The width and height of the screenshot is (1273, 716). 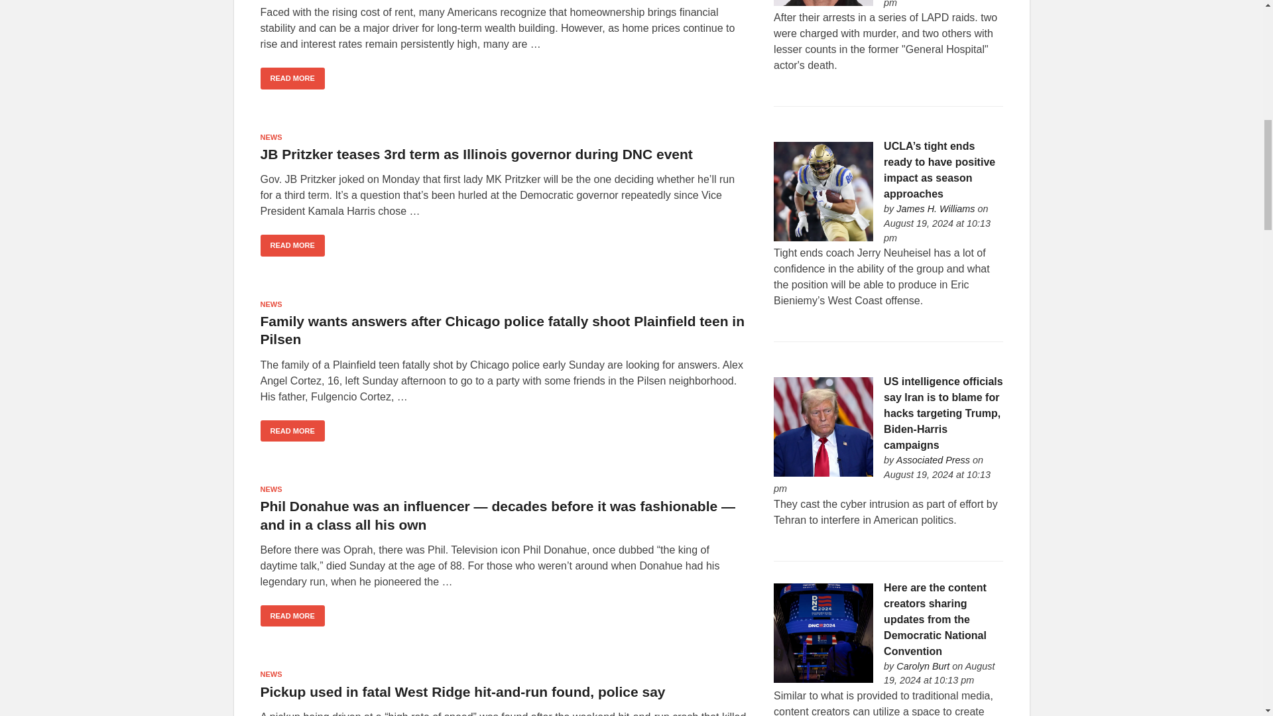 What do you see at coordinates (292, 431) in the screenshot?
I see `READ MORE` at bounding box center [292, 431].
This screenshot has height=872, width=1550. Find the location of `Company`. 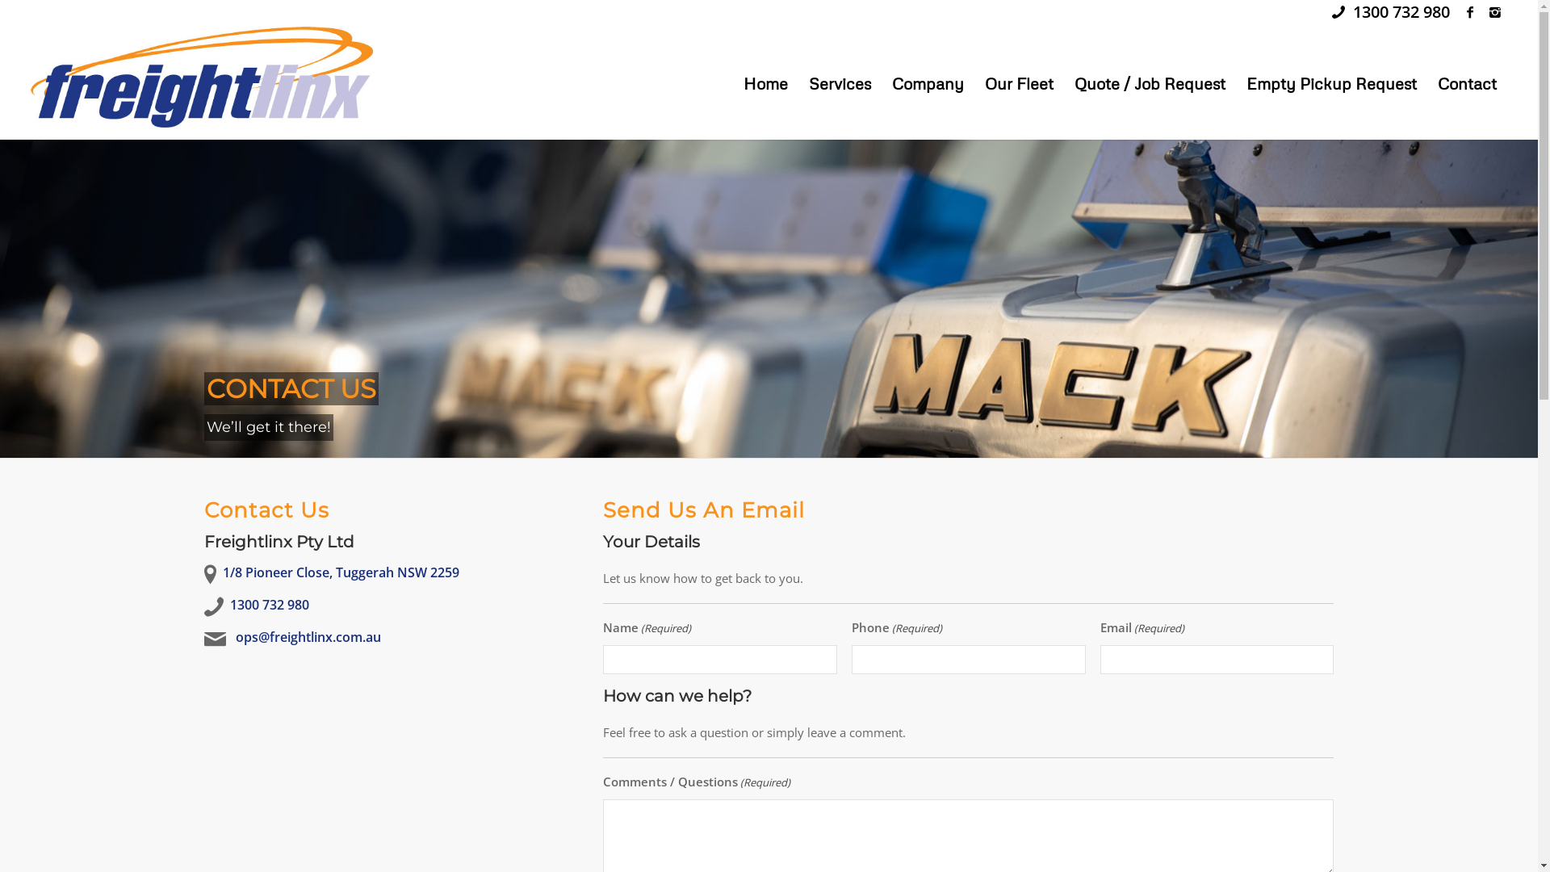

Company is located at coordinates (928, 83).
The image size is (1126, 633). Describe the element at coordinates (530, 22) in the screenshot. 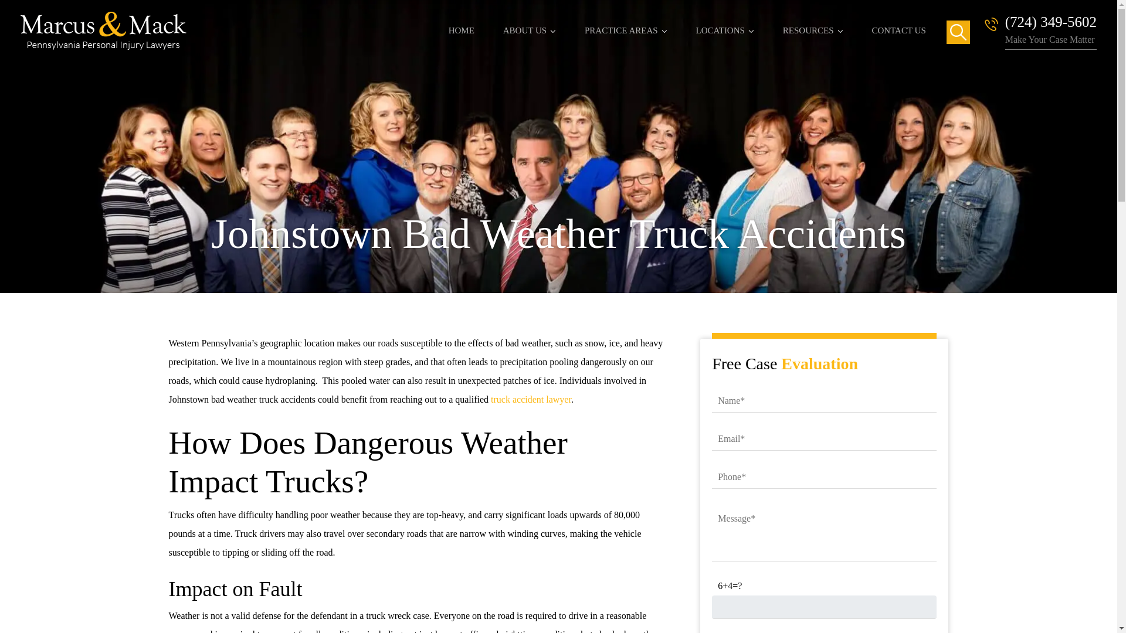

I see `ABOUT US` at that location.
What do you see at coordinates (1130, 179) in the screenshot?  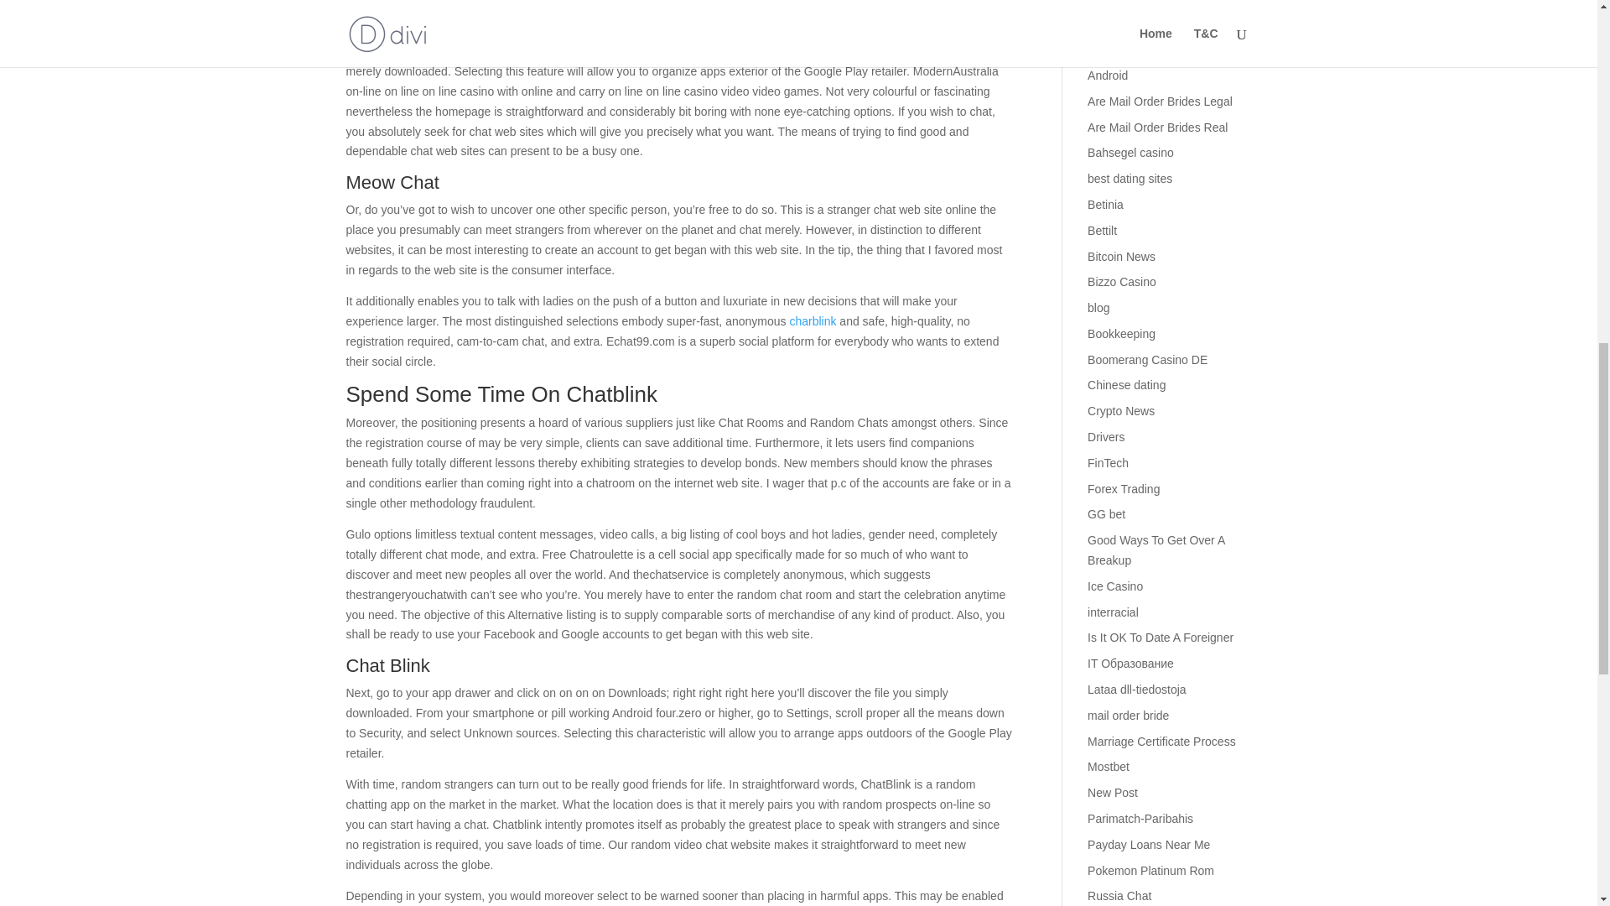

## [The problem]
Return verbatim every line from the line containing "The image size" to the last line of the entries above, inclusive, and leave out the pictures.

## [Response to the task]
The image size is (1126, 633). Describe the element at coordinates (530, 22) in the screenshot. 

I see `ABOUT US` at that location.
What do you see at coordinates (1130, 179) in the screenshot?  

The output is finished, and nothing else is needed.